March's jobs report showed that a net 88,000 new jobs were added last month and the unemployment rate fell to 7.6% -- the lowest level in more than four years.

That was the good news. The bad news is that this is, by most accounts, a dismal result. 

Theoretically, at least. Any given employment report has a margin of error of plus or minus 100,000, and nearly all initial reports are revised in subsequent months. Indeed, March's jobs report revised January and February's figures up by 61,000 jobs. One of the only things we are reasonably assured of is that the economy didn't create 88,000 jobs in March -- a truth that never quells the hyperventilating when initial employment reports are released.

To smooth out month-to-month volatility, I look at a rolling six-month average change in monthly jobs:

Source: Bureau of Labor Statistics.

For the last three years, we have created enough jobs to keep up with population growth -- maybe a bit more -- and that's about it. There has been almost no deviation from this trend, too. 2011 saw average monthly jobs growth of 175,000. 2012's average figure was 183,000. In the first three months of 2013 we've averaged 168,000. Statistically, these numbers are almost indistinguishable. It has been one of the dullest recoveries on record.

The unemployment rate, however, is in decline -- and not just the standard unemployment rate most often cited in the media. The Bureau of Labor Statistics calculates unemployment several different ways, with some measures counting not just the unemployment, but those who have given up looking for work and those working part-time but desiring full-time hours. Importantly, all show the same trend: downward.

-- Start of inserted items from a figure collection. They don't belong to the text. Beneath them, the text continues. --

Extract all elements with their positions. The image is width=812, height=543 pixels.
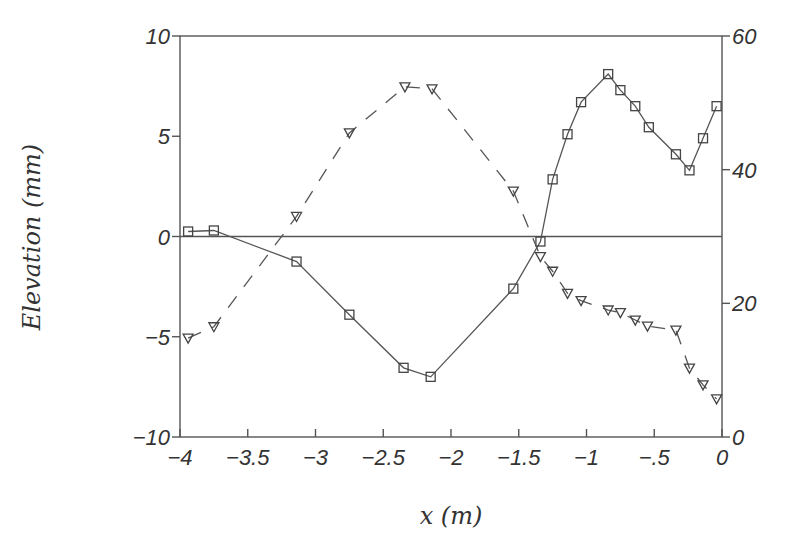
x-tick-label: −2.5	[362, 445, 406, 470]
triangle-marker	[712, 395, 722, 404]
series-line	[188, 87, 716, 399]
chart-svg: −4−3.5−3−2.5−2−1.5−1−.501050−5−106040200…	[0, 0, 812, 543]
x-tick-label: −2	[438, 445, 463, 470]
x-tick-label: −1	[574, 445, 599, 470]
triangle-marker	[615, 309, 625, 318]
triangle-marker	[535, 253, 545, 262]
y-tick-label: −10	[133, 425, 171, 450]
y-axis-title: Elevation (mm)	[18, 144, 46, 331]
series-left-squares	[184, 70, 721, 382]
x-tick-label: −1.5	[497, 445, 541, 470]
y-tick-label: 10	[146, 24, 171, 49]
y2-tick-label: 60	[732, 24, 757, 49]
x-tick-label: −3.5	[226, 445, 270, 470]
series-line	[188, 74, 716, 377]
plot-frame	[180, 36, 722, 437]
x-tick-label: 0	[716, 445, 729, 470]
y2-tick-label: 0	[732, 425, 745, 450]
x-tick-label: −3	[303, 445, 329, 470]
series-right-triangles	[183, 83, 721, 404]
axis-ticks: −4−3.5−3−2.5−2−1.5−1−.501050−5−106040200	[133, 24, 758, 470]
y2-tick-label: 40	[732, 158, 757, 183]
x-tick-label: −.5	[639, 445, 671, 470]
y-tick-label: 0	[158, 225, 171, 250]
x-axis-title: x (m)	[420, 502, 483, 530]
y-tick-label: −5	[145, 325, 171, 350]
x-tick-label: −4	[167, 445, 192, 470]
triangle-marker	[183, 334, 193, 343]
triangle-marker	[642, 322, 652, 331]
y-tick-label: 5	[158, 124, 171, 149]
y2-tick-label: 20	[731, 291, 757, 316]
triangle-marker	[671, 326, 681, 335]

Source: Bureau of Labor Statistics.

But this poses a question: If jobs growth is so dull, why is the unemployment rate dropping across the board?

In part because fewer Americans are taking part in the labor force and thus aren't counted in the unemployment statistics. The labor force participation rate, which counts working-age Americans who either are employed or are unemployed and looking for work, fell in March to the lowest level since the Carter administration:

Source: Bureau of Labor Statistics.

Part of this decline is due to a weak economy. But there's more to it; the decline clearly began before the recession.

There are three big explanations for why so few Americans are in the labor force:

  • The country is aging.
  • Men have been leaving the labor force consistently for 60 years.
  • More people are in school.

As baby boomers retire, the demographic bulge of those born in the 1950s and 1960s exits the labor force. Demographers predicted a sharp decline in the labor force participation rate years before the recession began. Even if the economy were booming, the labor force participation rate would almost certainly be falling.

Second, men have been leaving the labor force consistently for more than half a century as women enter the labor force, changing the dynamic of a two-income household. And third, more young Americans in school means fewer looking for work.

These trends are important for one reason: They mean we need to create fewer jobs to bring down the unemployment rate today than we did in the past. That's why dismal jobs growth has been met with a healthy decline in the unemployment rate.

But the best context we can put today's jobs recovery in comes from the blog Calculated Risk:

We are living through the worst employment disaster since the Great Depression. After every monthly jobs report, analysts parse the numbers and pick apart the details, but that one sentence is really all that matters.